GCC Newspaper
JUNE 15, 2026
gcc Proposed

Proposes factoring common pure operations across PHIs

Guoce Feng proposes an optimization to factor out common pure operations like `sqrt` across PHIs and branches to reduce redundant calls, especially in vectoriz…

Guoce Feng proposes an optimization to factor out common pure operations, such as sqrt, from control-flow joins in GCC. This aims to transform patterns like phi(sqrt(a), sqrt(b), sqrt(c)) into sqrt(phi(a, b, c)) when safe and profitable, potentially reducing redundant calculations in vectorized code. The author seeks guidance on the best implementation approach, considering extending the existing PHI factoring logic or adding a more general common instruction sinking transformation.

In the Thread 3 participants
  1. Guoce Feng <fengguoce@hygon.cn> proposer

    Proposes factoring common pure operations out of control-flow joins to reduce duplicated calls, using `sqrt` as an example.

    “That is, transform a conceptual pattern like phi(sqrt(a), sqrt(b), sqrt(c)) into sqrt(phi(a, b, c)) when the operation is safe to factor out and doing so is profitable.”
  2. Andrew Pinski <andrew.pinski@oss.qualcomm.com> other

    Suggests looking at PR123113, which relaxes restrictions in phiopt/cselim, and at the cselib pass, which may already perform this optimization.

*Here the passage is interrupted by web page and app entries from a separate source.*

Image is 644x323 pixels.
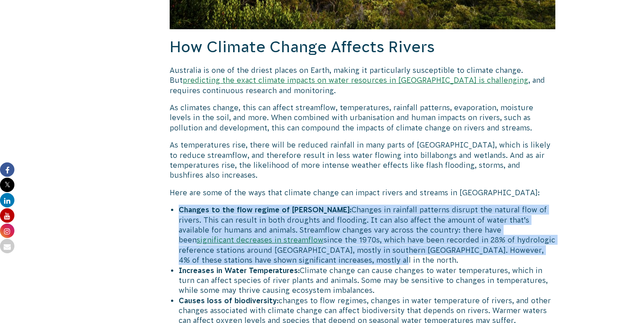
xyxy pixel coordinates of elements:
[179,266,556,296] li: Climate change can cause changes to water temperatures, which in turn can affect species of river...
[183,76,528,85] a: predicting the exact climate impacts on water resources in [GEOGRAPHIC_DATA] is challenging
[170,188,556,197] p: Here are some of the ways that climate change can impact rivers and streams in [GEOGRAPHIC_DATA]:
[170,140,556,180] p: As temperatures rise, there will be reduced rainfall in many parts of [GEOGRAPHIC_DATA], which is...
[179,205,556,265] li: Changes in rainfall patterns disrupt the natural flow of rivers. This can result in both droughts...
[179,297,278,305] strong: Causes loss of biodiversity:
[170,37,556,58] h2: How Climate Change Affects Rivers
[179,267,300,274] strong: Increases in Water Temperatures:
[179,206,351,214] strong: Changes to the flow regime of [PERSON_NAME]:
[196,236,324,244] a: significant decreases in streamflow
[170,65,556,96] p: Australia is one of the driest places on Earth, making it particularly susceptible to climate cha...
[170,103,556,132] p: As climates change, this can affect streamflow, temperatures, rainfall patterns, evaporation, moi...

  3. Andrew Pinski <andrew.pinski@oss.qualcomm.com> other

    Clarifies that PR123113 is about merge blocks with more than two predecessors and suggests the cselib pass might handle the requested optimization.

Technical Tradeoffs

  • Factoring out operations may introduce additional overhead if the merged expression is more complex.
  • The transformation needs to ensure the operation is truly side-effect-free and safe to move.
  • Profitability analysis is required to determine whether the transformation results in a net performance gain.

In Details

This RFC proposes an optimization to sink pure operations out of PHI nodes in GCC's SSA representation. The goal is to transform phi(op(a), op(b), op(c)) into op(phi(a, b, c)) to avoid redundant computation, especially in vectorized code. This touches on the SSA form, PHI nodes, and optimization passes like phiopt, cselim, and cselib.

For Context

In compiler optimization, a PHI node merges values from different control flow paths. This proposal aims to reduce redundant calculations by moving common, side-effect-free operations (like square root) out of these merge points. By performing the operation once on a merged value, instead of multiple times on individual values, the code can become more efficient, particularly when dealing with vector operations.